Thursday, October 6, 2011

Homicides Soar in Central America?

A recent report from the United Nations, as summarized by the AP, states that homicides have soared in Central America over the last few years. Well, sort of. 

The AP article doesn't actually give any evidence that it has soared - it just gives 2010 figures - but why quibble. To really show that homicides have soared you need to tell us how many murders there used to be. We'll give them the benefit of the doubt and say that's the evidence is in the UN document.

Here's more from the AP article.

Honduras and El Salvador have the highest homicide rates in the world as killings reach a crisis point in Central America, a United Nations report said Thursday.
The study on homicides by the United Nations Office on Drugs and Crime blamed organized crime for the region's surge in violence.
Honduras had 6,200 killings in 2010 out of a population of 7.7 million people, while El Salvador with 6.1 million people had 4,000 homicides.
The 2011 Global Study on Homicide calculated a rate of 82.1 homicides per 100,000 people for Honduras and 66 per 100,000 people for El Salvador. Cote D'Ivoire in West Africa followed with 56.9 and the Caribbean nation of Jamaica with 52.1. The United States had a homicide rate of 5 per 100,000 people in 2009, the report said.
Honduras Human Rights Commissioner Ramon Custodio said Thursday that he was worried about rising crime and feared worse figures are yet to come.
Notice anything? That's right, the AP story on the world's most violent countries didn't even mention Guatemala. I wouldn't go that far. While the murder rate has been declining for the last two years, Guatemala is still a very dangerous country in which to live, work and travel, particularly if you are in Guatemala City.


In addition, if your headline is UN study: Homicides soar in Central America, you need to write about more than El Salvador and Honduras. We already know that Guatemala wasn't mentioned, but the same goes for Belize, Nicaragua, Costa Rica or Panama. If you want to make the point that violence has soared in Central America because it very well might have, you need to mention more than two out of the region's seven countries.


**EXERCISE**
Please report each line of the data below that contains "input".

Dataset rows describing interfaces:

+--

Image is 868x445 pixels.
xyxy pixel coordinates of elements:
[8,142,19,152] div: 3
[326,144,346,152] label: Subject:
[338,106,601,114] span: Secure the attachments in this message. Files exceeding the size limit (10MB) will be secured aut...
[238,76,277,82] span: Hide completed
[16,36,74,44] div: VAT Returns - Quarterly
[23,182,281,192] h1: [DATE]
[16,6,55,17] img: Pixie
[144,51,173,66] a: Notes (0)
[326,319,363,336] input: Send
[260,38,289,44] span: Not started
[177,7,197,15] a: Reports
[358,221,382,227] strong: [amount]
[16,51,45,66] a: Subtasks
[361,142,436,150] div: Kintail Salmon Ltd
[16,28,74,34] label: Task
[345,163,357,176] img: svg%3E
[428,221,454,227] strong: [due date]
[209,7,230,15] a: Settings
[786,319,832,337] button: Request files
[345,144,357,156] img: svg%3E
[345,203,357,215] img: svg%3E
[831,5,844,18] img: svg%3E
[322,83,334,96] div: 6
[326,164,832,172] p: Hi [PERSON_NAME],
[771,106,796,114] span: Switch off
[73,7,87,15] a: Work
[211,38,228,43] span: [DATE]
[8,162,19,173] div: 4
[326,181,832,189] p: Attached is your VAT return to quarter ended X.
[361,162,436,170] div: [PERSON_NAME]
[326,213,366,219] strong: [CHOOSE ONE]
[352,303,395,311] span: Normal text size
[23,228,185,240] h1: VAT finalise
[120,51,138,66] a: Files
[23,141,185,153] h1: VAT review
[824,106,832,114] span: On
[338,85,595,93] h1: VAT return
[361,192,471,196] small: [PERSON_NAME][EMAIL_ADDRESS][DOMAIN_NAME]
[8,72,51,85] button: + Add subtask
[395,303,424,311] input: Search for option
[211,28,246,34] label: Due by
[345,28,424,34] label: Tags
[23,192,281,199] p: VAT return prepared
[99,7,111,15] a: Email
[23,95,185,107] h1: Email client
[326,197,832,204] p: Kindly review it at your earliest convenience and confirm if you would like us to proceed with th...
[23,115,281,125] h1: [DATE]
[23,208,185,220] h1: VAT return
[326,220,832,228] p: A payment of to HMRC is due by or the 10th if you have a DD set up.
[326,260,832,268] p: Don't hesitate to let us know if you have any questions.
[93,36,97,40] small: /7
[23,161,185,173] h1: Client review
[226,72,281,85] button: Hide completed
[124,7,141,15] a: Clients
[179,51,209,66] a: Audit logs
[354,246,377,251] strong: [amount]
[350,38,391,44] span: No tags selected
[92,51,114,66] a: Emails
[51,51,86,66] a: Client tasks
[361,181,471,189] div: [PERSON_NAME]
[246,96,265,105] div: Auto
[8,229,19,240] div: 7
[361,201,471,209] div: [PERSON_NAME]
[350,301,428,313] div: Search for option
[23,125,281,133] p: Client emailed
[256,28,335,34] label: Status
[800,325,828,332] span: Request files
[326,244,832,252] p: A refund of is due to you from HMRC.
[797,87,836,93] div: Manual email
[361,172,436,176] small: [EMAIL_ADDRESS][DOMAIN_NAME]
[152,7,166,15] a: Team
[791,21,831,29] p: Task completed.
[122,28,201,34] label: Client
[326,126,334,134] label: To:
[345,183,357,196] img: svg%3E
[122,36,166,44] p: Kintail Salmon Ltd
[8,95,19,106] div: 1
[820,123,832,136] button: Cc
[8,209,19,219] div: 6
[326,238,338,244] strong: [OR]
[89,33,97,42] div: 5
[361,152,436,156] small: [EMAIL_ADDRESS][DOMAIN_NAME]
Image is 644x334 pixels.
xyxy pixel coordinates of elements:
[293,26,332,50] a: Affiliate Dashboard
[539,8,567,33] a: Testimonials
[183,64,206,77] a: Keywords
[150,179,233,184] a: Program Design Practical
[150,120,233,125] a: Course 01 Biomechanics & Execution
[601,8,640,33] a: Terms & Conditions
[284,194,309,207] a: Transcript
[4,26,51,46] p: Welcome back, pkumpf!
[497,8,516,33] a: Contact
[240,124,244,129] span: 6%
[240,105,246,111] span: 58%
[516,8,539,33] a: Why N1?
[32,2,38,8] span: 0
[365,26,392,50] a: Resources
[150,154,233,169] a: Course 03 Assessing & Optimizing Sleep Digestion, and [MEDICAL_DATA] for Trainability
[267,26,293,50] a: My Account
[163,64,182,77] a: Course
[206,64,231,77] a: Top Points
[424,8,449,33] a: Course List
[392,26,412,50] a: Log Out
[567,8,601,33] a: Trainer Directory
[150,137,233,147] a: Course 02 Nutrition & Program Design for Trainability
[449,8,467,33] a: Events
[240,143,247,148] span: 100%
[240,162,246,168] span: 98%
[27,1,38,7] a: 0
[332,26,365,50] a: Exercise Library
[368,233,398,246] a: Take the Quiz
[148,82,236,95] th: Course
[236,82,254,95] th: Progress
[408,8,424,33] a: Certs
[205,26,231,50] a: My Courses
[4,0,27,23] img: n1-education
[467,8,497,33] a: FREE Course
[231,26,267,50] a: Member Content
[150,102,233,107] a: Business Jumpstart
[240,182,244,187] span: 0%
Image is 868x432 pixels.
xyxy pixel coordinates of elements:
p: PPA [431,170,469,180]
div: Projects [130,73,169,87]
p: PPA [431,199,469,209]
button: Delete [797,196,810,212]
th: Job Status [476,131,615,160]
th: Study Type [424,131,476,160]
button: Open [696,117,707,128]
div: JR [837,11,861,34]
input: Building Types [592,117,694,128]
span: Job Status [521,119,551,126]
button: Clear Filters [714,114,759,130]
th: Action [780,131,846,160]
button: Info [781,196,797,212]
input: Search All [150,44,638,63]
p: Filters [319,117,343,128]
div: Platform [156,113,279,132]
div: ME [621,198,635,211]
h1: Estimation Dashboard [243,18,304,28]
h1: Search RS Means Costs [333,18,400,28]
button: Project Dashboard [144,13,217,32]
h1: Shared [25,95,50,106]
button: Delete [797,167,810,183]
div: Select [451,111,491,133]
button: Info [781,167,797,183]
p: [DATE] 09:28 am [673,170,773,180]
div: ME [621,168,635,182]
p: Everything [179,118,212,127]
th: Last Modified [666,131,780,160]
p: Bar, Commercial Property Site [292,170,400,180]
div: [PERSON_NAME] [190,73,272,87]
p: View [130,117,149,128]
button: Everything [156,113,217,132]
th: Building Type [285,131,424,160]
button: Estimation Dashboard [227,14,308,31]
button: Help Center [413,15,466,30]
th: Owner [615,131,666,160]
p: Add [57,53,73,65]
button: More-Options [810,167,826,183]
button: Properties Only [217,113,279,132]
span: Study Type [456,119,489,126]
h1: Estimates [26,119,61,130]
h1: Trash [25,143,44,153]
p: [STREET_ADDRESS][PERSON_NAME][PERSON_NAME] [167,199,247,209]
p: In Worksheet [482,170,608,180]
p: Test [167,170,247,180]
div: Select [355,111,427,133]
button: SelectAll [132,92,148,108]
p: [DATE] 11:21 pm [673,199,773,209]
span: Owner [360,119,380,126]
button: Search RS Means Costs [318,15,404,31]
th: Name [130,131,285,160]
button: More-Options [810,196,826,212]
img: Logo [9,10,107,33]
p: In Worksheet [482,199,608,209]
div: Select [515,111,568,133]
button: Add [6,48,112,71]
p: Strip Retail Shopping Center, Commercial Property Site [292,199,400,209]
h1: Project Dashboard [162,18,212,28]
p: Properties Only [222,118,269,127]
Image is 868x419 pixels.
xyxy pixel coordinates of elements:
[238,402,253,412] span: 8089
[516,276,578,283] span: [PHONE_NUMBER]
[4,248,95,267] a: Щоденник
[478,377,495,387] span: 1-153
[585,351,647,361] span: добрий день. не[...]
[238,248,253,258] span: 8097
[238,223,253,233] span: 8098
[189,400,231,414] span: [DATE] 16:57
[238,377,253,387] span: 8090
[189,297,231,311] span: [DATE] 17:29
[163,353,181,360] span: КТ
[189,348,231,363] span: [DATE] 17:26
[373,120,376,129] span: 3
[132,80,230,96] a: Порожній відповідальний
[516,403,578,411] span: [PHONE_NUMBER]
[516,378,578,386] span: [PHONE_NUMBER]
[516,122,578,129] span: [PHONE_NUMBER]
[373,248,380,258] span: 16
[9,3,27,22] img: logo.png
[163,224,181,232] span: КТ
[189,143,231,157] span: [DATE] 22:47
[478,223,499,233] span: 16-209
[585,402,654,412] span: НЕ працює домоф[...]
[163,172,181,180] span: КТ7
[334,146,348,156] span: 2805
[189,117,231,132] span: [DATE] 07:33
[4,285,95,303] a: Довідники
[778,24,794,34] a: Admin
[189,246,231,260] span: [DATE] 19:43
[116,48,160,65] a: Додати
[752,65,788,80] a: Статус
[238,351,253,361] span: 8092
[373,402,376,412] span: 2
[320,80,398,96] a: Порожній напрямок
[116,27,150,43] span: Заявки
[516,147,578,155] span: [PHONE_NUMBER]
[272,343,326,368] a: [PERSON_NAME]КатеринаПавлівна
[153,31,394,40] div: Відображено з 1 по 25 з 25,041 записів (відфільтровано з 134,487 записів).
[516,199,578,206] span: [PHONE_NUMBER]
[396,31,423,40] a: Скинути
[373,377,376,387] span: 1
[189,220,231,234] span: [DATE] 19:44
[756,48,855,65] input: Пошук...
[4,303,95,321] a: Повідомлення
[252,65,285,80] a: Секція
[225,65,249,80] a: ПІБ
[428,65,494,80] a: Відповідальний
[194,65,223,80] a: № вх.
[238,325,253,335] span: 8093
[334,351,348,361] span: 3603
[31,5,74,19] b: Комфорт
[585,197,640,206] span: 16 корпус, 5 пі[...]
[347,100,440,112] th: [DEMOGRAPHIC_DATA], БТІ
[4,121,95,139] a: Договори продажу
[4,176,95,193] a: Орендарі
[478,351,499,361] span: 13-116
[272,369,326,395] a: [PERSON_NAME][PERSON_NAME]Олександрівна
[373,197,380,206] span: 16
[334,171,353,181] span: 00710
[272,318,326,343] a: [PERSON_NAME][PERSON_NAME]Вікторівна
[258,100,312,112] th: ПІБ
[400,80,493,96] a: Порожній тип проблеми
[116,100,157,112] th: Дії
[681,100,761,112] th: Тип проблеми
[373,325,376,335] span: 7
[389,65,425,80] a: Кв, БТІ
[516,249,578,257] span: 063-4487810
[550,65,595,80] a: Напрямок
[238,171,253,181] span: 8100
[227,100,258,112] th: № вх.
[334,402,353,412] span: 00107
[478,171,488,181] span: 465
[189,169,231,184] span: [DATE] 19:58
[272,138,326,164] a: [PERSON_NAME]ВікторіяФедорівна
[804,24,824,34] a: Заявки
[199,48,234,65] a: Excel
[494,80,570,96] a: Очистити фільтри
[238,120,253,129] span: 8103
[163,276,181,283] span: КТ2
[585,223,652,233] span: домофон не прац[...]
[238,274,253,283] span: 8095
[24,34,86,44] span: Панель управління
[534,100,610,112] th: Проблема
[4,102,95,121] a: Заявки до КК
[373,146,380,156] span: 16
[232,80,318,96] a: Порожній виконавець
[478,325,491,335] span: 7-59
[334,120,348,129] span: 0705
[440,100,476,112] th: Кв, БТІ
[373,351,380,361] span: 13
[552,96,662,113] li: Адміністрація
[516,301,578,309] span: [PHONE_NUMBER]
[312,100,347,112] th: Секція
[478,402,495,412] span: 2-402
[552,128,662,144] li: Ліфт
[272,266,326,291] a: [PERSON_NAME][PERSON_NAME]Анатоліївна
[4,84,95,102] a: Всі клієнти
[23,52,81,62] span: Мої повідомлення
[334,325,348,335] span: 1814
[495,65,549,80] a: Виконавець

+--

**SOLUTION TO THIS EXERCISE**
[326,319,363,336] input: Send
[395,303,424,311] input: Search for option
input: Building Types [592,117,694,128]
input: Search All [150,44,638,63]
[756,48,855,65] input: Пошук...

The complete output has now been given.